Roasted Pine Nut

Welcome


Welcome to the world of “A Pinch of Delight”!

Each month we will follow several trails: Sometimes we will travel around the World to try different tastes, visit extraordinary eateries or just stay home and enjoy local favorites! We will have a new toy each month in the kitchen and we will explore its limits with the eagerness to push more. We will follow what is in the season and try to convert even the humblest of all into a festive dish by itself. We will focus on entertaining ideas; pushing the boundaries of our creativity and perception further and further.

If the words and the pictures that are trapped here could just bring a smile on your face, a murmur in your lips or lead to a slight nod while you are reading, that means that I have accomplished what I was wishing for!

Enjoy…

Tuesday, July 31, 2012

MORELS

Morel mushrooms have an earthy taste, a fragrant smell, and a meaty texture. As with most edible fungi, they are best when bought fresh or foraged.
Nevertheless, the dried morels are just as tasty, with their concentrated flavors, as the fresh ones and can be interchangeable used almost in all the morel recipes.



I cannot say at all that I grew up with mushrooms. As I left my teenage years behind and started to spend more time in the kitchen, mushrooms were still not in my shopping list. It was only when I got married and started experimenting more in the kitchen that the mushrooms have started to occupy a small spot in the fridge.

Something, however, has started to change the year before our move to British Columbia: It was the beginning of May and we were about to spend a week at my mother-in-law’s cottage in Central Asia Minor. The village was nestled on the skirts of a mountain range and the lake stretching by the village was just another ordinary element in the village life.

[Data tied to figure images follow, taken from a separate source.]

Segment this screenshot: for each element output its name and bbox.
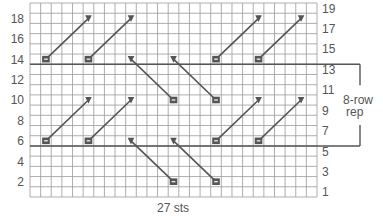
row-number-right: 1 bbox=[322, 185, 329, 199]
cable-line bbox=[88, 18, 131, 59]
left-row-numbers: 24681012141618 bbox=[11, 12, 25, 189]
row-number-left: 10 bbox=[11, 93, 25, 107]
row-number-right: 17 bbox=[322, 22, 336, 36]
row-number-left: 2 bbox=[17, 175, 24, 189]
cable-line bbox=[174, 59, 217, 100]
row-number-right: 15 bbox=[322, 42, 336, 56]
cable-line bbox=[259, 18, 302, 59]
cable-line bbox=[216, 100, 259, 141]
row-number-left: 18 bbox=[11, 12, 25, 26]
row-number-right: 13 bbox=[322, 63, 336, 77]
cable-line bbox=[88, 100, 131, 141]
row-number-left: 16 bbox=[11, 32, 25, 46]
right-row-numbers: 135791113151719 bbox=[322, 2, 336, 200]
row-number-left: 4 bbox=[17, 155, 24, 169]
cable-line bbox=[174, 141, 217, 182]
cable-line bbox=[46, 100, 89, 141]
row-number-left: 14 bbox=[11, 53, 25, 67]
row-number-left: 6 bbox=[17, 134, 24, 148]
row-number-right: 11 bbox=[322, 83, 335, 97]
cable-line bbox=[46, 18, 89, 59]
stitch-symbols bbox=[42, 15, 304, 185]
row-number-right: 5 bbox=[322, 145, 329, 159]
cable-line bbox=[131, 59, 174, 100]
row-number-left: 8 bbox=[17, 114, 24, 128]
repeat-label-line2: rep bbox=[346, 105, 364, 119]
stitch-count-label: 27 sts bbox=[157, 201, 189, 215]
row-number-right: 19 bbox=[322, 2, 336, 16]
knitting-chart: 24681012141618 135791113151719 27 sts 8-… bbox=[0, 0, 383, 218]
cable-line bbox=[259, 100, 302, 141]
row-number-right: 9 bbox=[322, 104, 329, 118]
cable-line bbox=[131, 141, 174, 182]
row-number-left: 12 bbox=[11, 73, 25, 87]
row-number-right: 7 bbox=[322, 124, 329, 138]
row-number-right: 3 bbox=[322, 165, 329, 179]
cable-line bbox=[216, 18, 259, 59]
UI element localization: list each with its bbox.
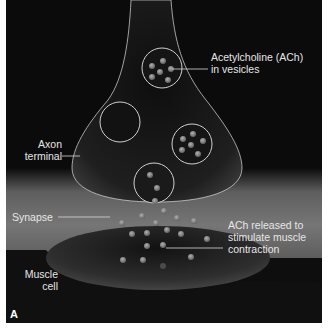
label-ach-vesicles-line2: in vesicles xyxy=(211,63,303,75)
label-ach-released-line2: stimulate muscle xyxy=(228,231,306,243)
label-muscle-cell-line2: cell xyxy=(25,280,58,292)
label-synapse: Synapse xyxy=(12,211,53,223)
label-axon-terminal: Axon terminal xyxy=(25,138,62,162)
vesicle-with-ach-top xyxy=(142,48,182,88)
label-ach-vesicles-line1: Acetylcholine (ACh) xyxy=(211,51,303,63)
label-axon-terminal-line1: Axon xyxy=(25,138,62,150)
label-ach-vesicles: Acetylcholine (ACh) in vesicles xyxy=(211,51,303,75)
vesicle-fusing xyxy=(134,163,174,204)
label-muscle-cell-line1: Muscle xyxy=(25,268,58,280)
vesicle-with-ach-right xyxy=(172,124,212,164)
label-synapse-text: Synapse xyxy=(12,211,53,223)
label-ach-released-line3: contraction xyxy=(228,243,306,255)
panel-label: A xyxy=(10,308,18,320)
label-muscle-cell: Muscle cell xyxy=(25,268,58,292)
vesicle-empty xyxy=(100,102,140,142)
label-ach-released-line1: ACh released to xyxy=(228,219,306,231)
label-axon-terminal-line2: terminal xyxy=(25,150,62,162)
neuromuscular-junction-diagram: Acetylcholine (ACh) in vesicles Axon ter… xyxy=(6,0,322,323)
label-ach-released: ACh released to stimulate muscle contrac… xyxy=(228,219,306,255)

On the third day of our arrival, we found ourselves foraging amidst the forest of firs, cedars, and oaks trying the find morels that have been foraged for almost a month by then. My mother-in-law was upset about not being able to hunt any that year, not for herself to eat but to cook them for her son and her daughter-in-law, who could only come to visit just for a couple of days each year. I should admit that we were quite successful then! Although we were one of the last troops invading the mountain range for morels, we managed to find 4-5 pieces, just enough for everyone to get a bite.

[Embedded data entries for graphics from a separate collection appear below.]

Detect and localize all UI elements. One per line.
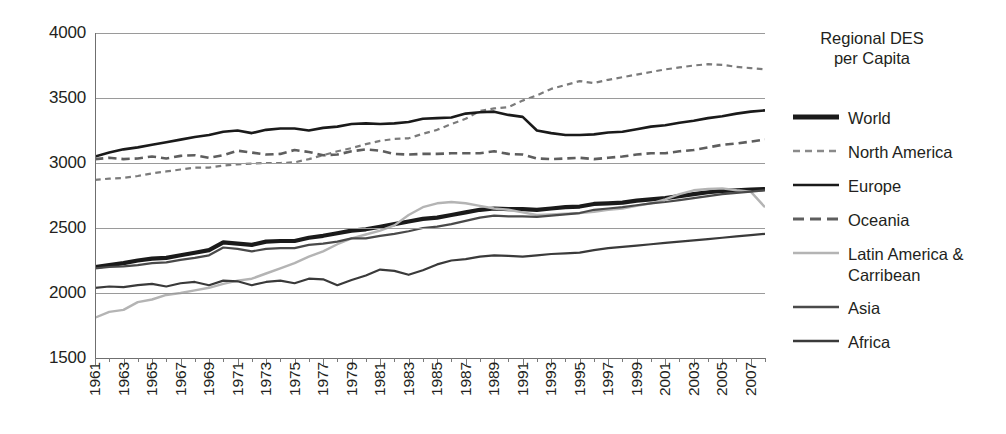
legend-item[interactable]: Latin America & Carribean: [793, 244, 1003, 298]
x-tick-label: 1973: [258, 362, 274, 396]
legend-title-line1: Regional DES: [797, 28, 947, 48]
y-tick-label: 3500: [34, 89, 86, 106]
legend-item-label: Latin America & Carribean: [848, 244, 964, 286]
x-tick-label: 1965: [144, 362, 160, 396]
gridline: [95, 293, 765, 294]
legend-item[interactable]: North America: [793, 142, 1003, 176]
x-tick-label: 1995: [572, 362, 588, 396]
legend-swatch-dotted-solid: [793, 300, 839, 320]
legend-item[interactable]: World: [793, 108, 1003, 142]
legend-swatch-long-dash: [793, 212, 839, 232]
y-tick-label: 1500: [34, 349, 86, 366]
gridline: [95, 98, 765, 99]
legend-item-label: Asia: [848, 298, 880, 319]
x-tick-label: 1999: [629, 362, 645, 396]
legend-title: Regional DES per Capita: [797, 28, 947, 68]
x-tick-label: 1983: [401, 362, 417, 396]
y-tick-label: 2500: [34, 219, 86, 236]
legend-item-label: Africa: [848, 332, 890, 353]
x-tick-label: 1987: [458, 362, 474, 396]
gridline: [95, 33, 765, 34]
x-tick-label: 1993: [543, 362, 559, 396]
gridline: [95, 163, 765, 164]
x-tick-label: 1971: [230, 362, 246, 396]
x-tick-label: 2003: [686, 362, 702, 396]
legend-item[interactable]: Asia: [793, 298, 1003, 332]
legend-swatch-thick-solid: [793, 110, 839, 130]
x-tick-label: 2007: [743, 362, 759, 396]
gridline: [95, 228, 765, 229]
x-tick-label: 1969: [201, 362, 217, 396]
legend-items: WorldNorth AmericaEuropeOceaniaLatin Ame…: [793, 108, 1003, 366]
x-axis-tick-labels: 1961196319651967196919711973197519771979…: [95, 362, 775, 434]
series-line: [95, 190, 765, 268]
x-tick-label: 1975: [287, 362, 303, 396]
x-tick-label: 1997: [600, 362, 616, 396]
x-tick-label: 1963: [116, 362, 132, 396]
x-tick-label: 1991: [515, 362, 531, 396]
y-tick-label: 3000: [34, 154, 86, 171]
legend-item[interactable]: Oceania: [793, 210, 1003, 244]
series-lines: [95, 33, 765, 358]
legend-swatch-fine-dash: [793, 144, 839, 164]
legend-item[interactable]: Europe: [793, 176, 1003, 210]
x-tick-label: 1985: [429, 362, 445, 396]
legend-swatch-dark-solid: [793, 334, 839, 354]
legend: Regional DES per Capita WorldNorth Ameri…: [793, 28, 1003, 366]
x-tick-label: 1967: [173, 362, 189, 396]
y-tick-label: 2000: [34, 284, 86, 301]
x-tick-label: 1981: [372, 362, 388, 396]
series-line: [95, 140, 765, 160]
plot-area: [95, 33, 765, 358]
legend-item-label: World: [848, 108, 891, 129]
chart-figure: 150020002500300035004000 196119631965196…: [0, 0, 1006, 434]
x-tick-label: 1977: [315, 362, 331, 396]
legend-item-label: North America: [848, 142, 953, 163]
x-tick-label: 2005: [714, 362, 730, 396]
legend-title-line2: per Capita: [797, 48, 947, 68]
y-axis-line: [95, 33, 96, 358]
legend-item[interactable]: Africa: [793, 332, 1003, 366]
series-line: [95, 110, 765, 156]
legend-swatch-light-solid: [793, 246, 839, 266]
x-tick-label: 1989: [486, 362, 502, 396]
series-line: [95, 234, 765, 288]
legend-swatch-solid: [793, 178, 839, 198]
y-tick-label: 4000: [34, 24, 86, 41]
x-tick-label: 2001: [657, 362, 673, 396]
x-tick-label: 1979: [344, 362, 360, 396]
legend-item-label: Oceania: [848, 210, 909, 231]
y-axis-tick-labels: 150020002500300035004000: [30, 0, 86, 434]
legend-item-label: Europe: [848, 176, 901, 197]
x-tick-label: 1961: [87, 362, 103, 396]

Several years after; after settling to a new home in a new country and expanding significantly the space allocated for mushrooms in the fridge, I joined the South Vancouver Island Mycological Society (shortly my precious mushroom club) at the beginning of 2012. I was not aware then that I would unearth the taste of the morels from the depths of my brain.

The stage was for morels in our second meeting. It was the beginning of March and the morel season was just a month away. As I was a new-bee and my only experience on wild mushrooms and foraging was a one-day mountain hike following closely my mother-in-law, the information flitting about in the room was quite confusing but yet fascinating for me. With the taste of that bite buried subconsciously in the lobes of my brain, that day I re-enter the world of morels, this time permanently. ◊



Morel season generally arrives in April and May, varying across the North America depending on the region in which you are living. Many variables such as air and ground temperature as well as rain levels affect the growing cycle.

It is most probable to find them in moist areas, around dying or dead Elm trees, Sycamore and Ash trees, old apple orchards.

Who knows, you may even find them in your own garden!


BE CAREFUL!

If you are a foraging for wild mushrooms for the first time hunter, you should make sure that you go with someone who knows what a good morel looks like.

There are several types of morels, some edible and others poisonous.